There’s been people warning about this since forever. Hell there’s literally a novel written by the late Robert Heinlein called “if this goes on-” wherein the USA has been destroyed and replaced by the kind of society modern conservative religious authoritarians have wet dreams about. He wrote in a post-word at the end of the novel how he was noticing religious extremism taking over the Republican party, and this was in the early 50’s.
“As for the second notion, that we could lose our freedom by succumbing to a wave of religious hysteria, I am not sorry to say that I consider it possible. I hope that it is not probable. But there is a latent deep strain of religious fanaticism in this, our culture; it is rooted in our history and it has broken out many times in the past. It is with us now; there has been a sharp rise in strongly evangelical sects in this country in recent years, some of which hold beliefs theocratic in the extreme, anti-intellectual, anti-scientific, and anti-libertarian (Note: his intended meaning is the political compass version of libertarian, not the modern right wing group.)
It is a truism that almost any sect, cult, or religion will legislate it’s creed into law if it acquires the political power to do so, and will follow it by suppressing opposition, subverting all education to seize early the minds of the young, and by killing, locking up, or driving underground all heretics. This is equally true whether the faith is communism or holy-rollerism; indeed it is the bounden duty of the faithful to do so. The custodians of the true faith cannot logically admit tolerance of heresy to be a virtue.
Nevertheless this business if legislating religious beliefs into law has never been more than sporadically successful in this country- Sunday closing laws here and there, birth control legislation in spots, the prohibition experiment, temporary enclaves of theocracy like Voliva’s Zion, Smith’s Nauvoo, a few others. The country is split up into such a variety of faiths and sects that a degree of uneasy tolerance now exists from expediant compromise; the minorities constitute a majority of opposition against each other.

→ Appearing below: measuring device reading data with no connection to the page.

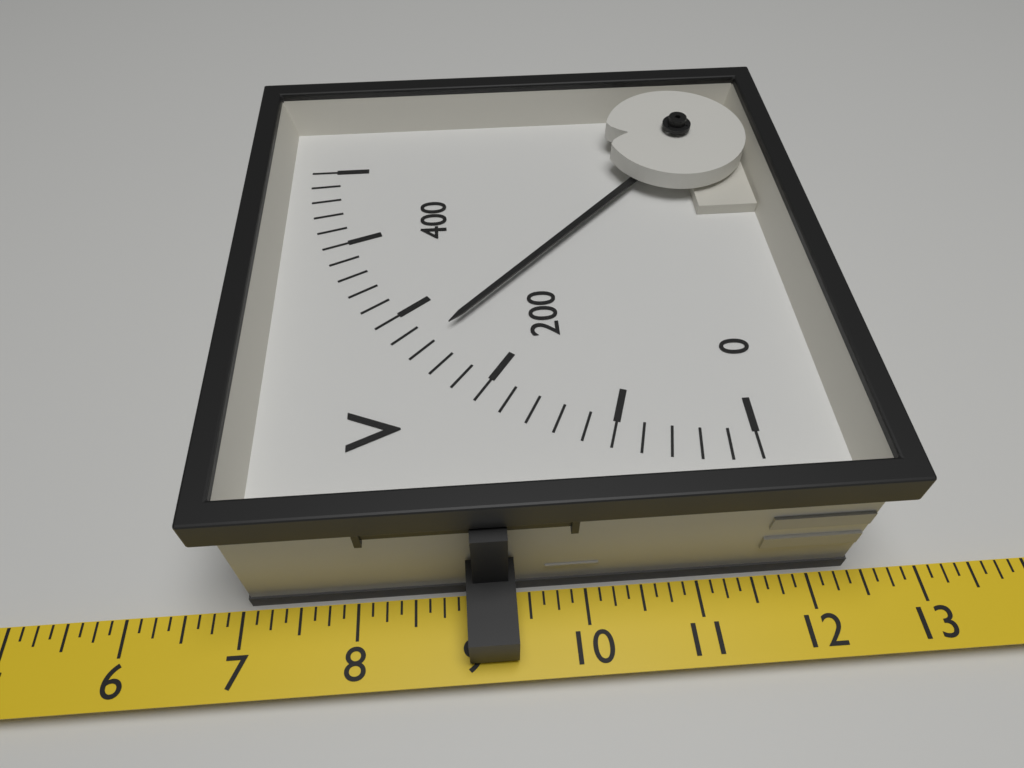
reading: 260 V
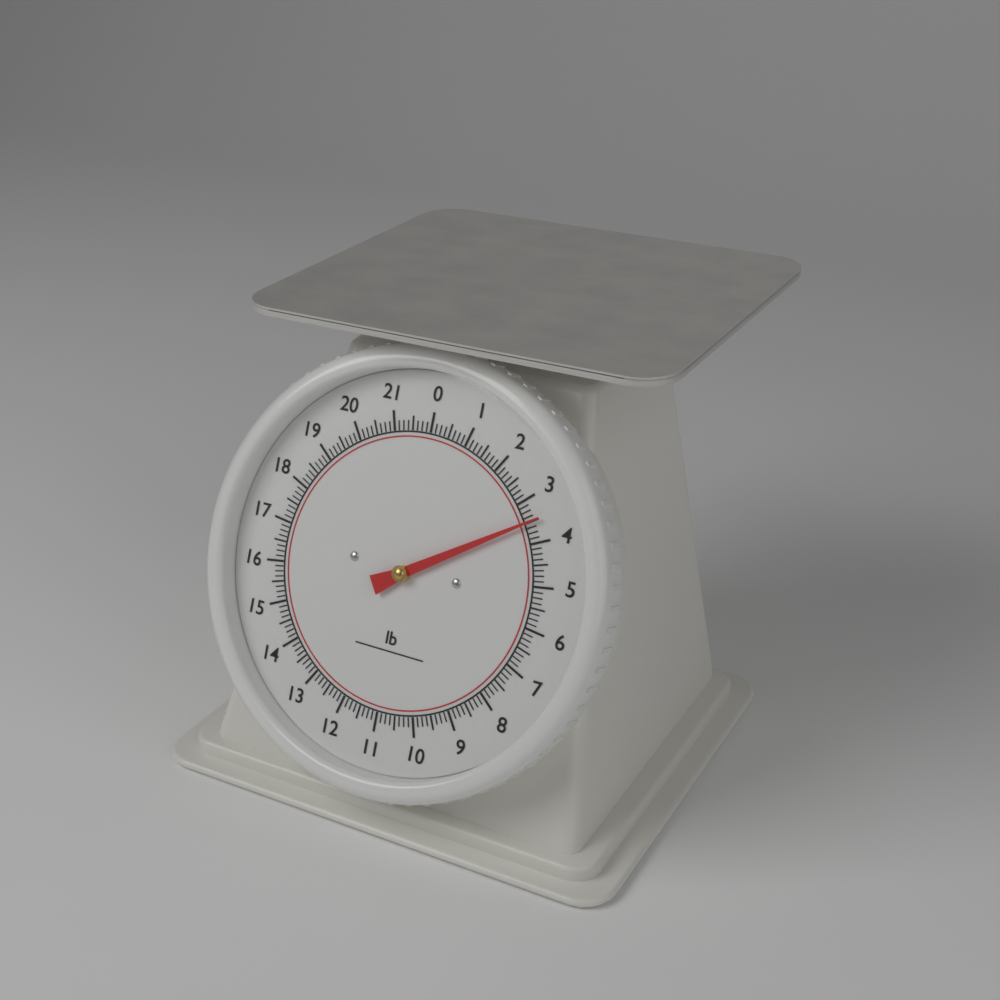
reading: 3.500 lb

Could it be otherwise here? Could any one sect obtain a majority at the polls and take over the country? Perhaps not- but the combination of a dynamic evangelist, television, enough money, and modern techniques in advertising and propaganda might make Billy Sunday’s efforts look like a corner store compared to Sears-Roebuck. Throw in a depression for good measure, promise a material heaven here on earth, Add a dash of anti-Semitism, anti-catholicism, anti-negroism, and a good large dose of anti-“furriners” in general and anti-intellectuals here at home and the result might be something quite frightening- particularly when one recalls that our voting system is such that a minority distributed as pluralities in enough states can constitute a working majority in Washington.” -Robert A. Heinlein (1953)

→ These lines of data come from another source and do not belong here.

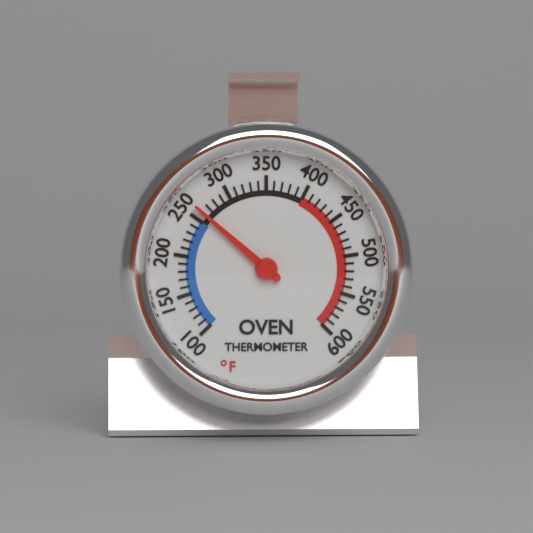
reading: 260 °F
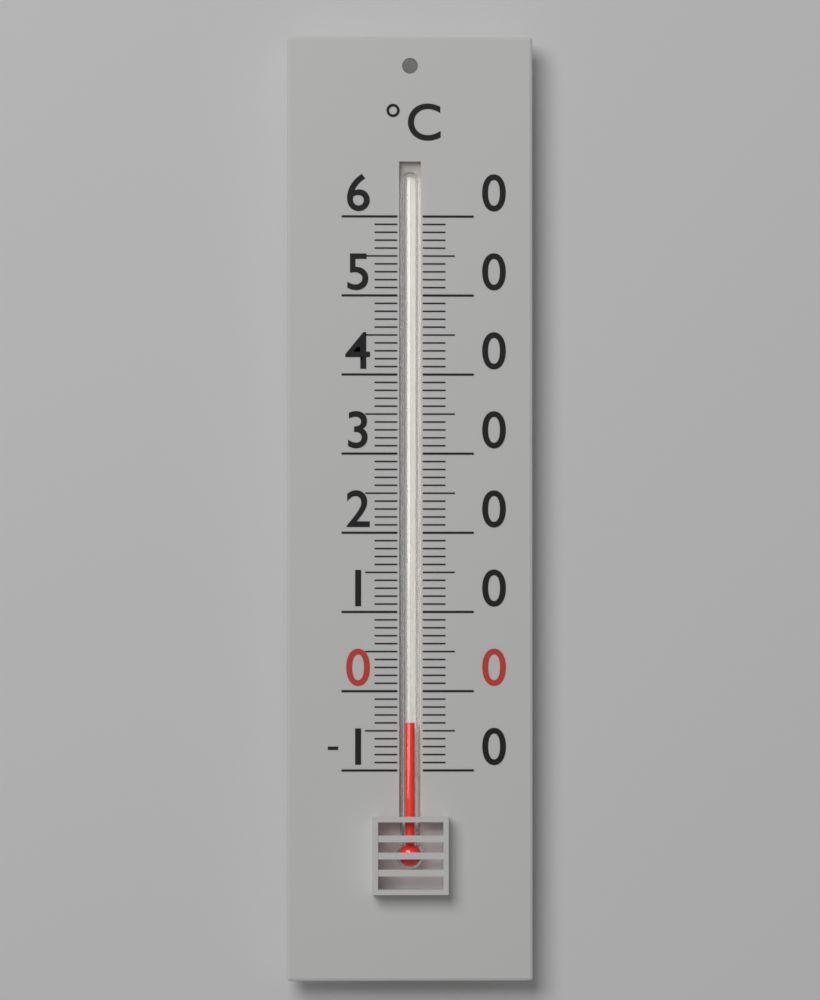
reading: -4 °C
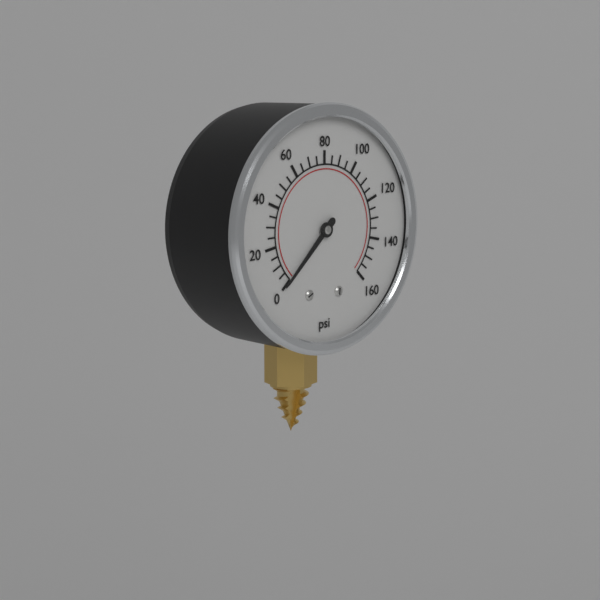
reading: 0 psi
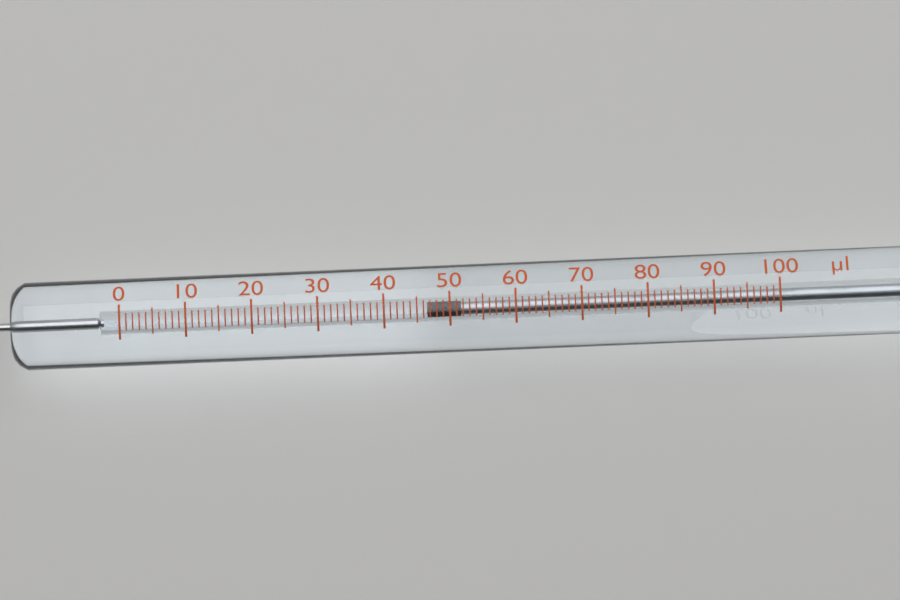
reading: 47 µl
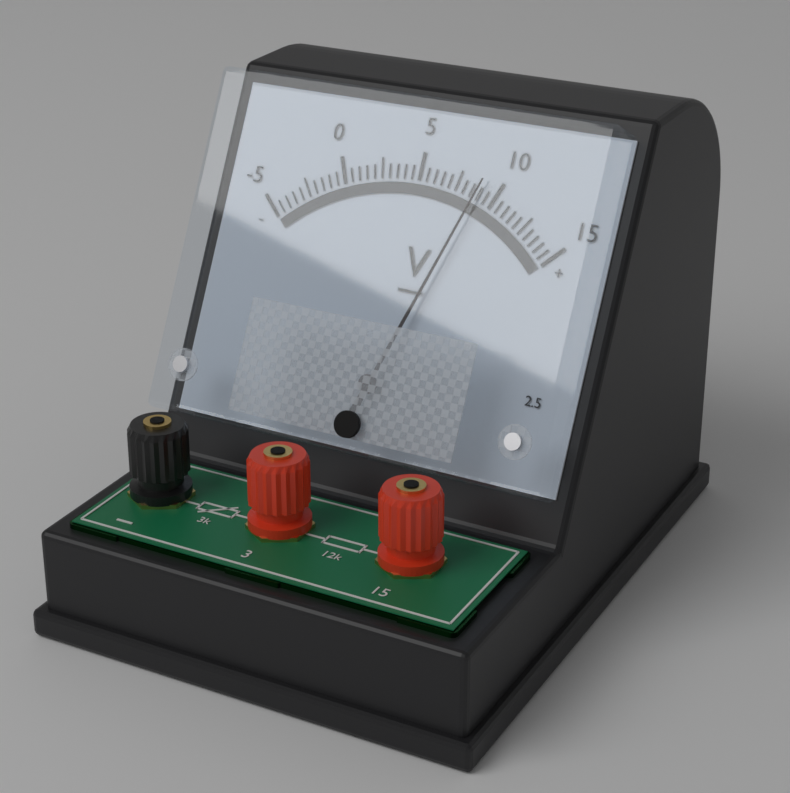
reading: 9.0 V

TropicalDingdong@lemmy.world 1 year ago
I think some key words for you to research would the ‘southern strategy’. I feel like people are giving you trite and naive answers. The material foray into politics began under Reagan and started as the ‘southern strategy’, which was a strategic effort in the religious south to move people to the right, but also to reshape what Christianity was and is defined as in the US. This strategy did as much to reshape religion in the US as it did politics, and Reagan, arguably, represented the culmination of that strategy to establish the modern political hedgemenoy we live under. Effectively, our politics haven’t really changed in the US since then (not materially in paradigm or structure). This is also when neoliberalism became the defacto politic of western governments.

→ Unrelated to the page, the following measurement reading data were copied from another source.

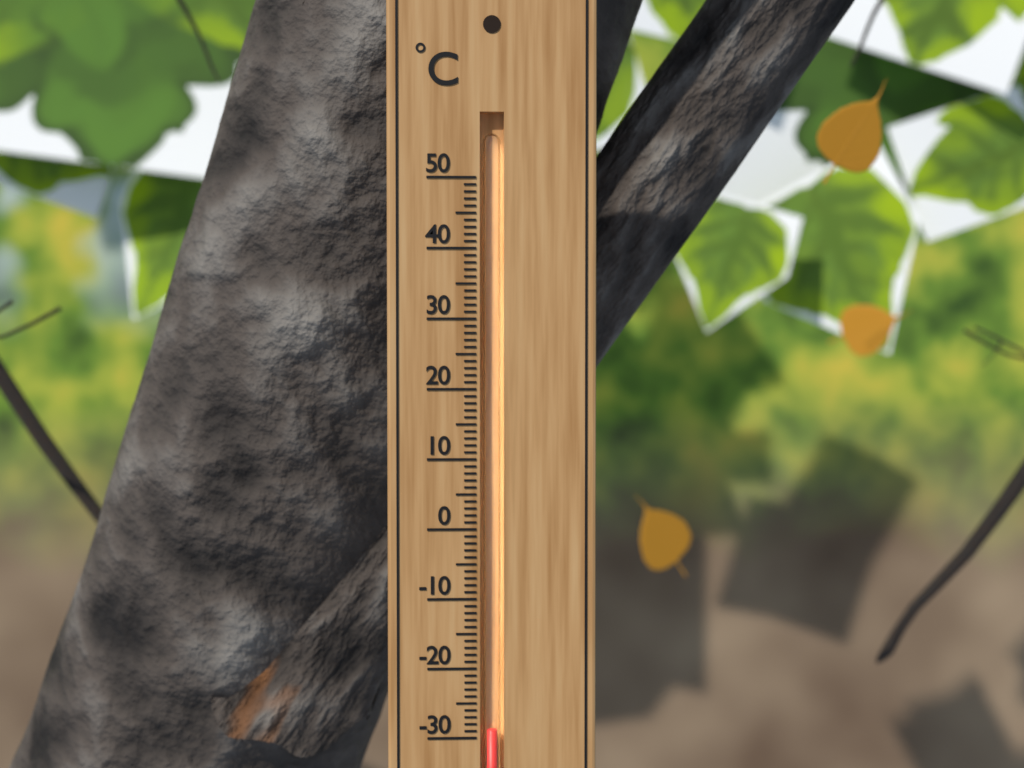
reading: -29 °C
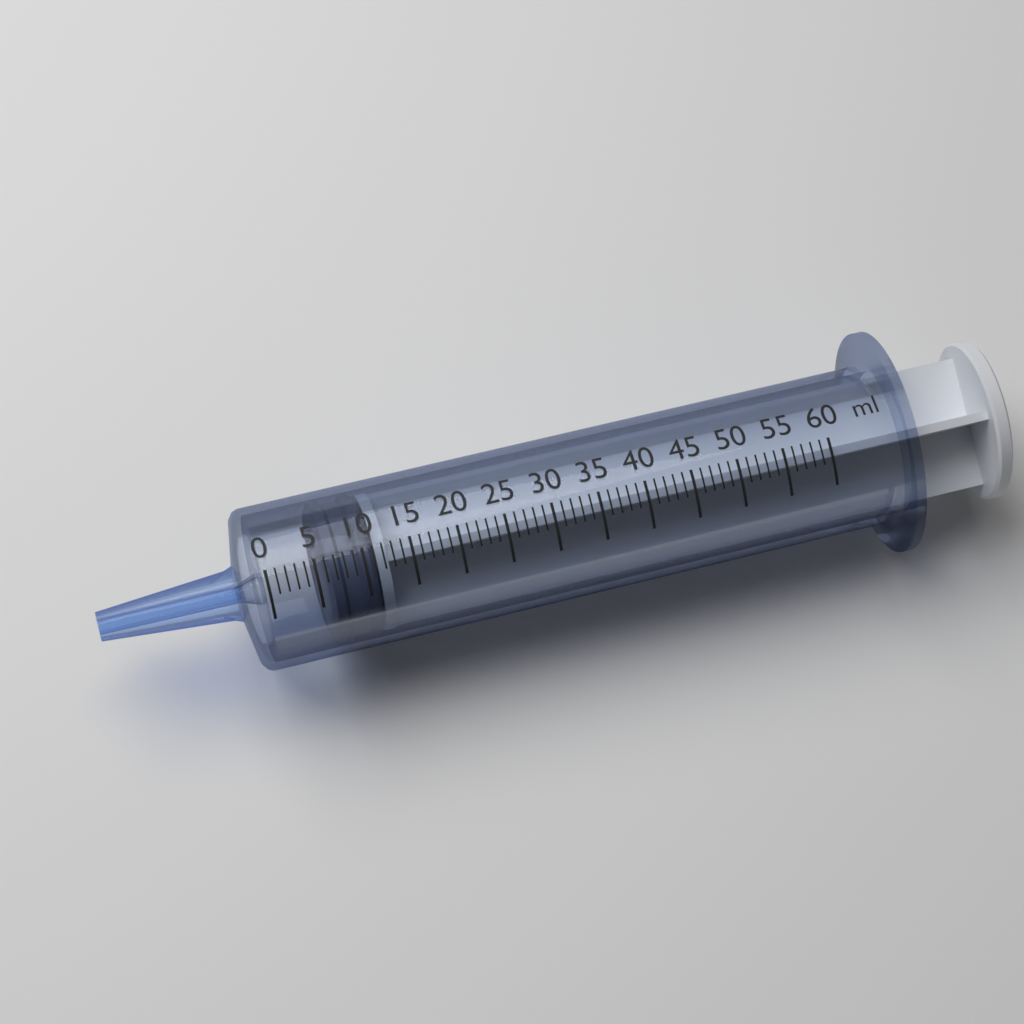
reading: 6 ml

It’s really too much to unpack in a response, and I’m on my phone so I can’t hand you great sources, but starting by googling southern strategy, and looking back to the late 50’s.
Emperor@feddit.uk 1 year ago
Further reading:
Emperor@feddit.uk 1 year ago
And a historical aside - the American right these days seems very much driven by religion and guns but, as the above shows, it wasn’t always so with the former and it also wasn’t with the latter:
karabiener@lemmy.world 1 year ago
can you paste the newyork times article here, it’s paywalled.
grognardish@kbin.social 1 year ago
Yeah, this is the answer right here. There was always a latent effect on politics - i.e. since American is so heavily Protestant, Kennedy getting elected as a Catholic was kind of a big deal, but that was more of a passive preference and not so blatantly driven by party strategy. And that effects all countries, whether you want to believe it or not - America's not alone here by any means.
But, I remember when Reagan and the 'Moral Majority' (which was neither moral, nor the majority) kicked off and turbocharged the whole thing, and that's when fundamentalists started pushing congregations on their voting patterns in an organized way. It was like someone flipped a switch and the message was coordinated across the country.